He said the state government disregarded the incident and did not condemn it, with the sect’s founder, Malam Muhammad Yusuf, now deceased, threatening a reprisal attack in a newspaper interview.
“A day or so after the interview, Yusuf delivered a sermon in Hausa language, titled, ‘Open letter to President Umaru Musa Yar’adua’ and directed his followers to go and arm themselves in preparation of self-defense and eventful Jihad in response to the shooting of his 17 followers.
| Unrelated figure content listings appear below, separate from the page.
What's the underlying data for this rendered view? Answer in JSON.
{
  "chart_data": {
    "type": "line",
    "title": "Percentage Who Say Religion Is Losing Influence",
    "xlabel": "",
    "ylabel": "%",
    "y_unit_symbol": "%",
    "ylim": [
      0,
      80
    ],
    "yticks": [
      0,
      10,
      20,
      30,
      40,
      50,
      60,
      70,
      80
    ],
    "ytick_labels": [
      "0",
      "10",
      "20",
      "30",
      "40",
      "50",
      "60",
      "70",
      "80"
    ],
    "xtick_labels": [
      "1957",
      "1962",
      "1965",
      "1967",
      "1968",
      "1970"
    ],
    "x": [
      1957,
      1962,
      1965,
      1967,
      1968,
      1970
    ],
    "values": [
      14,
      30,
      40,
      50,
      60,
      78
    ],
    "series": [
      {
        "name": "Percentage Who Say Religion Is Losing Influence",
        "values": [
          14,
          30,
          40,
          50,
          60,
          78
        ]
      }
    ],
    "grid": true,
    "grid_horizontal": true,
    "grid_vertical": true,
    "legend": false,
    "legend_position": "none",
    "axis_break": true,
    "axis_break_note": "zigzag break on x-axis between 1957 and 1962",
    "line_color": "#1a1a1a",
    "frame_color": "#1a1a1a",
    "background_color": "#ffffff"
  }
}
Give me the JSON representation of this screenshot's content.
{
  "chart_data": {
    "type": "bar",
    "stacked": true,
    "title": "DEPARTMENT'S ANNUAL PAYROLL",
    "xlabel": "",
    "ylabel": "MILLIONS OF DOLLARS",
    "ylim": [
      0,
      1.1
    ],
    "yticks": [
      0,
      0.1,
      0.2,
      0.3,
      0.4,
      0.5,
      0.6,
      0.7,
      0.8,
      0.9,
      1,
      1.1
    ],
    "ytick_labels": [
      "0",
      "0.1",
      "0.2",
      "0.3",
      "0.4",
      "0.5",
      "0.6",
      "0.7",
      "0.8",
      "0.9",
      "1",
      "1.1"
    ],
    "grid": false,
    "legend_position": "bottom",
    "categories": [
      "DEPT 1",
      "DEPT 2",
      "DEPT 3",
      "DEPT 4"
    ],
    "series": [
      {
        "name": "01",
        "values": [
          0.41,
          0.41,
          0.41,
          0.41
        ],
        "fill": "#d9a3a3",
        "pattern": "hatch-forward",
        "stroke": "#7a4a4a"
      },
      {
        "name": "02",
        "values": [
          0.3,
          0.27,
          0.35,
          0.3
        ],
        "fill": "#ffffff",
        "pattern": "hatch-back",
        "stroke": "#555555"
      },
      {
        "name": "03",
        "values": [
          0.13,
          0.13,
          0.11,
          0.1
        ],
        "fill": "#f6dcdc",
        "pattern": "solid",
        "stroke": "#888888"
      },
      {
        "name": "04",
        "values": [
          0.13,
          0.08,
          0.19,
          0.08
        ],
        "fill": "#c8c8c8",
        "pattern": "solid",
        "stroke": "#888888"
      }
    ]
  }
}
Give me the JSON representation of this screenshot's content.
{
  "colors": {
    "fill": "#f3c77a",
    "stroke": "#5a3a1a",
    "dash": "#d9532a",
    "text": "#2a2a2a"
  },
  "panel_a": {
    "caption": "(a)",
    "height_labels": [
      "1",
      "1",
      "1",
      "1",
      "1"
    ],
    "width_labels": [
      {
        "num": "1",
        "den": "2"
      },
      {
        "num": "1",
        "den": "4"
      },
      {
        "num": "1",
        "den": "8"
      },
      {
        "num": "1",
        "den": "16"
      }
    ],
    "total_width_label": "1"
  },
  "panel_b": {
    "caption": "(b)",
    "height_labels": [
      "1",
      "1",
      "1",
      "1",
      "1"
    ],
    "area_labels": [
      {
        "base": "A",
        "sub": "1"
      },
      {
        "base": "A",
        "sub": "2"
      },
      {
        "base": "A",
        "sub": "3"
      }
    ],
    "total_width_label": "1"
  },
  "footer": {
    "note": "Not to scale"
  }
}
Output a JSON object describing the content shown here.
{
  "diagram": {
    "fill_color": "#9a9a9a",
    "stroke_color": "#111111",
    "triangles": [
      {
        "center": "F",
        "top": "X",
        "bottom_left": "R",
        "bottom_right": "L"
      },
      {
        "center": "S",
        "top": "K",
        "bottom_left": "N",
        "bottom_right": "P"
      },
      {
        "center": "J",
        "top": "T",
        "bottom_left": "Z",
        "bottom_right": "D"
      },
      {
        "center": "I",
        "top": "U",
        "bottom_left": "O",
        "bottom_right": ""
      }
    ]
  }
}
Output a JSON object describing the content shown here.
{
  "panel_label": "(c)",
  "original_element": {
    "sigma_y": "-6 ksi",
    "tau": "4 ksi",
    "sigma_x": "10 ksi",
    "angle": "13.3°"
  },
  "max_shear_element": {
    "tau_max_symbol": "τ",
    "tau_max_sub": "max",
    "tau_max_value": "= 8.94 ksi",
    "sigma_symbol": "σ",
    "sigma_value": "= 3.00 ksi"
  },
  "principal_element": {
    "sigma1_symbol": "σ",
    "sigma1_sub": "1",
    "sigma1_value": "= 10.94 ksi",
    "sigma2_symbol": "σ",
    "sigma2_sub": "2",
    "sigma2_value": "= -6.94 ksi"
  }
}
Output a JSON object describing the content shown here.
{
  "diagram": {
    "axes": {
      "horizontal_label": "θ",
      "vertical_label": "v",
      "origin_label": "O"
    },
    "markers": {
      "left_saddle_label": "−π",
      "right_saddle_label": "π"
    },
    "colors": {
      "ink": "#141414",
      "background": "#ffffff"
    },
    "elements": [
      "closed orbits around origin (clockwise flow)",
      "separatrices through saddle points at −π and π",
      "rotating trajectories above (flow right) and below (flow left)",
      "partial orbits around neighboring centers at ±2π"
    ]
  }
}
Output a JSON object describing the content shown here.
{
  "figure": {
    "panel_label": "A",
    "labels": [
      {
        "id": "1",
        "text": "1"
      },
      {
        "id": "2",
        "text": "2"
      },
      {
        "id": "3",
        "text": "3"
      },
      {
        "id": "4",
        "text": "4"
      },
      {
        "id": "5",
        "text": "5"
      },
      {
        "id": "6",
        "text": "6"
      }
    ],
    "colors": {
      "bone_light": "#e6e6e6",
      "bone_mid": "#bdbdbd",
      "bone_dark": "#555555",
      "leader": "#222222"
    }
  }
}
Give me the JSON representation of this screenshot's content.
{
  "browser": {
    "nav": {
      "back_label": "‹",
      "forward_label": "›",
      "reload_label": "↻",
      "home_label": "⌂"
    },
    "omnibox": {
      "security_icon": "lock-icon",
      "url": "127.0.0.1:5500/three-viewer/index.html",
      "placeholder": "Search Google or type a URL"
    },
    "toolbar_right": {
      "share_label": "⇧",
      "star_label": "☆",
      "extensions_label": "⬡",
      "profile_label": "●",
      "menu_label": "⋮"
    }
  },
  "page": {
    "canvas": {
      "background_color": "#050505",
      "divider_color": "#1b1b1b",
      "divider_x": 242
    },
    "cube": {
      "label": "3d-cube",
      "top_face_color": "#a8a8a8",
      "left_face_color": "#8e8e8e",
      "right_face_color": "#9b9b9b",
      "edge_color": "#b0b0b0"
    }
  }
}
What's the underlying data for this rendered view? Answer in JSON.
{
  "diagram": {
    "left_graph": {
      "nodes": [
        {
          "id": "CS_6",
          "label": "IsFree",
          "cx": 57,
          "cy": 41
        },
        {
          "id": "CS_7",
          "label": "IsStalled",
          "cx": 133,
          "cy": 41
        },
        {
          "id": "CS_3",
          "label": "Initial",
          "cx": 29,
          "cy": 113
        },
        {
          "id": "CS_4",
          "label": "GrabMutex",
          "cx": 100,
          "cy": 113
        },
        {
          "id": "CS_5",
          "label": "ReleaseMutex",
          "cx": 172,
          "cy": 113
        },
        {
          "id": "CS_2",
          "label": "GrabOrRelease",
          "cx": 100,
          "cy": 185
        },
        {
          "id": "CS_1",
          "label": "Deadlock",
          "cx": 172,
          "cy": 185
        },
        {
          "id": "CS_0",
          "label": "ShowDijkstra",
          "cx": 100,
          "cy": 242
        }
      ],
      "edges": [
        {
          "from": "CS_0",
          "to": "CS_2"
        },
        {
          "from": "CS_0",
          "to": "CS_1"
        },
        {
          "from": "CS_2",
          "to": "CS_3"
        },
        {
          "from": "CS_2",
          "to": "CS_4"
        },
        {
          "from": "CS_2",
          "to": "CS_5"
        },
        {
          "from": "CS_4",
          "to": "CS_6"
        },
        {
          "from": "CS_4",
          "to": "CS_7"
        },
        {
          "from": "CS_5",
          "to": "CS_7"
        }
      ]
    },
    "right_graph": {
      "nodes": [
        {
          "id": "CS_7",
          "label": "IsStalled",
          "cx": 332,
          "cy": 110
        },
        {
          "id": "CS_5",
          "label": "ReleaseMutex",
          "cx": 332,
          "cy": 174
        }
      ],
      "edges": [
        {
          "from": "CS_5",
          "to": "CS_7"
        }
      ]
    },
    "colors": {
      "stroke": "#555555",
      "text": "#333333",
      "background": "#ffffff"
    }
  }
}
“Even while Muhammad Yusuf issued this directive and threat for Jihad, Governor Ali Modu Sheriff still disregarded the possible room to make peace with the sect”, Lawan said.
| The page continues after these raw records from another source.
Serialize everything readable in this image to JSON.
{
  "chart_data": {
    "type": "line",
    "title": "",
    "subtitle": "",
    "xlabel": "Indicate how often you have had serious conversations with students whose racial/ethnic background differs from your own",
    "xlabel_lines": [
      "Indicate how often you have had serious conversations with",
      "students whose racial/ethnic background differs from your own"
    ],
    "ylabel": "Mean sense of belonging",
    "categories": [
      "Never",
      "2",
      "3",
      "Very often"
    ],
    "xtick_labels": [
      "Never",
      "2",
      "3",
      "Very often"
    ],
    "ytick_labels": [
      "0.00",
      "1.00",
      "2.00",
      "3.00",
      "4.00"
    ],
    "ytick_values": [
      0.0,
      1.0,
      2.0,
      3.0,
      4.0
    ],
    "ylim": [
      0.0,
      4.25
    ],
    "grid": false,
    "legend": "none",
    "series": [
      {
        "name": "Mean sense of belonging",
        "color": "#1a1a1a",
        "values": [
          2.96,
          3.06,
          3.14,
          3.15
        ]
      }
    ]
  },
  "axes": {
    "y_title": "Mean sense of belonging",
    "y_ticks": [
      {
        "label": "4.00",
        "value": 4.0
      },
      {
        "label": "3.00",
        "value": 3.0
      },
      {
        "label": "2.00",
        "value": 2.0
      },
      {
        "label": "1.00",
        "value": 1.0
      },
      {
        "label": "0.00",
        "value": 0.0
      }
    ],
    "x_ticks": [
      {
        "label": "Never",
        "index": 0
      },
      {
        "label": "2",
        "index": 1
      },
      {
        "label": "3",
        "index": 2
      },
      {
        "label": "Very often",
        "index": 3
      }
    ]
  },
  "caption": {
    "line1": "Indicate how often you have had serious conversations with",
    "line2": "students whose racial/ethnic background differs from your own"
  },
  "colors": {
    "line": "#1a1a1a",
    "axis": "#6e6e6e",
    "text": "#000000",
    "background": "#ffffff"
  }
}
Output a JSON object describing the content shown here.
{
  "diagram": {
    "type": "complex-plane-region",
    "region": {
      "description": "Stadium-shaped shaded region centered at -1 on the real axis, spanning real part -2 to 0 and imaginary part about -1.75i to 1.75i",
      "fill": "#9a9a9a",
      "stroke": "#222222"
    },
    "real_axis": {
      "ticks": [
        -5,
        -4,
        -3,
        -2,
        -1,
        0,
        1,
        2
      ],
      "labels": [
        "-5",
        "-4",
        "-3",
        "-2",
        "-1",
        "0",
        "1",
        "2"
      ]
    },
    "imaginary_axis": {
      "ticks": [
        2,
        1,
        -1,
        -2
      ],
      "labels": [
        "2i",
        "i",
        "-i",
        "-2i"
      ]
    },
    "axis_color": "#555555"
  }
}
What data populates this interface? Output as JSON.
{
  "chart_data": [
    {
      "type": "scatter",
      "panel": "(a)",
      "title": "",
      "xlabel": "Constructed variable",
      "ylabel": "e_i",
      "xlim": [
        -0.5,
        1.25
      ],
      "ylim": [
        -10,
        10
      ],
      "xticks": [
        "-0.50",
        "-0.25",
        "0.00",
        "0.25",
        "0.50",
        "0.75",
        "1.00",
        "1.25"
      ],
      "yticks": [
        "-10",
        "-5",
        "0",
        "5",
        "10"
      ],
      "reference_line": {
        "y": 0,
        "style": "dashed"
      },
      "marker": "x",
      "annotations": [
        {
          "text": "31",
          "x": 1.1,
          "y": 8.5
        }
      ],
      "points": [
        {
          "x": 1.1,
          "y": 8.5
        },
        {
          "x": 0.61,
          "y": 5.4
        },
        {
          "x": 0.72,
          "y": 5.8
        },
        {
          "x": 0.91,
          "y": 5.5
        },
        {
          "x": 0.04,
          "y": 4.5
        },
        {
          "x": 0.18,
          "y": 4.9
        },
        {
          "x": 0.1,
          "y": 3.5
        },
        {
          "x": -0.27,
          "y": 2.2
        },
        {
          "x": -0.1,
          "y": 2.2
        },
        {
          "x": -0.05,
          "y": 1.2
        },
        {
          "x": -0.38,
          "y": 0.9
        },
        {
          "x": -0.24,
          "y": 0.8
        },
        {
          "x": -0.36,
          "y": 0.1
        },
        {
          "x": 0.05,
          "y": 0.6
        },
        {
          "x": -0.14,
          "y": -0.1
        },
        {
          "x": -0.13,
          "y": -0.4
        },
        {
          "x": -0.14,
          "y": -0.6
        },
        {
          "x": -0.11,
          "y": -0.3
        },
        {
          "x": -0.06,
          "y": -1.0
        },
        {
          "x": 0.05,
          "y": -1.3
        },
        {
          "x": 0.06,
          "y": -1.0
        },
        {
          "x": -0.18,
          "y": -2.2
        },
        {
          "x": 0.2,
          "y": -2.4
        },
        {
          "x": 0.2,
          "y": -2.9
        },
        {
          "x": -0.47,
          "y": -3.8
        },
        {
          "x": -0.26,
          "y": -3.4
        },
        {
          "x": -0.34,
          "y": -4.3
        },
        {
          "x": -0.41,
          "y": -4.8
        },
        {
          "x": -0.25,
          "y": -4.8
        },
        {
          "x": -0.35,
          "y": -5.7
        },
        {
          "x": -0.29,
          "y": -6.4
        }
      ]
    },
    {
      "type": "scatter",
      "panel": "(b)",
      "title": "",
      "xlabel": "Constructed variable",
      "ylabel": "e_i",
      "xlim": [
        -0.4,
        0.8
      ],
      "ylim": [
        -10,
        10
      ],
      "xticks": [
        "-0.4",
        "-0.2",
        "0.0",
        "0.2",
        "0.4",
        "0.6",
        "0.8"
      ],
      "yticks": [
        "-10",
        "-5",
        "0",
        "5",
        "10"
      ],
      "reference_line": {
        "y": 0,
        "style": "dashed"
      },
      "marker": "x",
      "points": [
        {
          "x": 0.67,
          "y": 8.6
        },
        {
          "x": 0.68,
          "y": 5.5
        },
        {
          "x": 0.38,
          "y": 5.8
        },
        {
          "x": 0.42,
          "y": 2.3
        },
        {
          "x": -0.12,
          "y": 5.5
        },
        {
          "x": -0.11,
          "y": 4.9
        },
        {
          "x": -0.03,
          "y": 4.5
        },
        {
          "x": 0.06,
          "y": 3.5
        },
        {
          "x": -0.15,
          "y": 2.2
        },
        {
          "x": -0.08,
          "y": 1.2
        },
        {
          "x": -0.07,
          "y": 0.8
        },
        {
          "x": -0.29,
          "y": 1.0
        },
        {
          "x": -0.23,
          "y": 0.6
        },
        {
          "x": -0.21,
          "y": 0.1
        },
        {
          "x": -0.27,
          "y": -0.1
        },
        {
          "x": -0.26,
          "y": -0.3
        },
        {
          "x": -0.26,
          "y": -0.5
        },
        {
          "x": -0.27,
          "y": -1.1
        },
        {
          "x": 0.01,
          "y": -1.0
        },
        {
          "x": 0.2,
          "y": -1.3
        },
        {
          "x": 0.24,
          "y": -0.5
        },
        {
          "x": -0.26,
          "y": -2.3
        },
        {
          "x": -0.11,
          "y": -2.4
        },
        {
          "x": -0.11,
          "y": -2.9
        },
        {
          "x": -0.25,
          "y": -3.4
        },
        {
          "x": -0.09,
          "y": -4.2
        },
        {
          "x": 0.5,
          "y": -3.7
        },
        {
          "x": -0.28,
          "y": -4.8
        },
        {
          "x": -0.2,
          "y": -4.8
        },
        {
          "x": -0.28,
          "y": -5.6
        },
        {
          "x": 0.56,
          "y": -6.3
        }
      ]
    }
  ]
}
The Attorney General further recalled that on July 21, 2009 nine members of the sect were arrested for possessing 74 empty bomb shells and materials for improvised explosive devices, which they said was in preparation to defend themselves against Sheriff’s Operation Flush.
He said a counter-insurgency operation was launched by the Federal Government, with soldiers deployed to Maiduguri, targeting Yusuf’s enclave, which is the sect’s headquarters.
“After the sect was dislodged, Sheriff invited traditional ward heads and ordered them to point at houses belonging to fleeing sect members with most of the houses brought down”, Lawan said.
He also disputed claims by the PDP strongman that the Boko Haram attacks preceded his (Sheriff’s) tenure as governor of Borno State.
He said: “Shortly after winning the 2003 elections, Ali Modu Sheriff created the Ministry of Religious Affairs under a pioneer Commissioner, Buji Foi with who was later found to be one of the financiers of the sect under Yusuf. However, Sheriff didn’t introduce Sharia.
“Whereas Sheriff has always claimed that the violence of Boko Haram preceded his administration, what is a fact in October, 2003, part of the Boko Haram members, then known as Taliban, broke away from Muhammad Yusuf claiming that they could no longer live in a place that wasn’t being governed by Sharia law and this was some months after Sheriff took oath of office on May 29, 2003.
“The breakaway faction called themselves ‘Taliban’ led by someone nicknamed Mullah Umar. They set up a base outside Kanamma, a village in Yobe state, located on the border between Nigeria and Niger Republic. They nicknamed their new base ‘Afghanistan’. They declared the new base a sovereign State under Sharia law.
“On 5th of July, 2011, former Governor Ali Modu Sheriff tendered an apology to the Boko Haram sect ‘for whatever he might have done wrong to them’. Why did he apologise if he knew he did nothing wrong to the sect”, Lawan asked.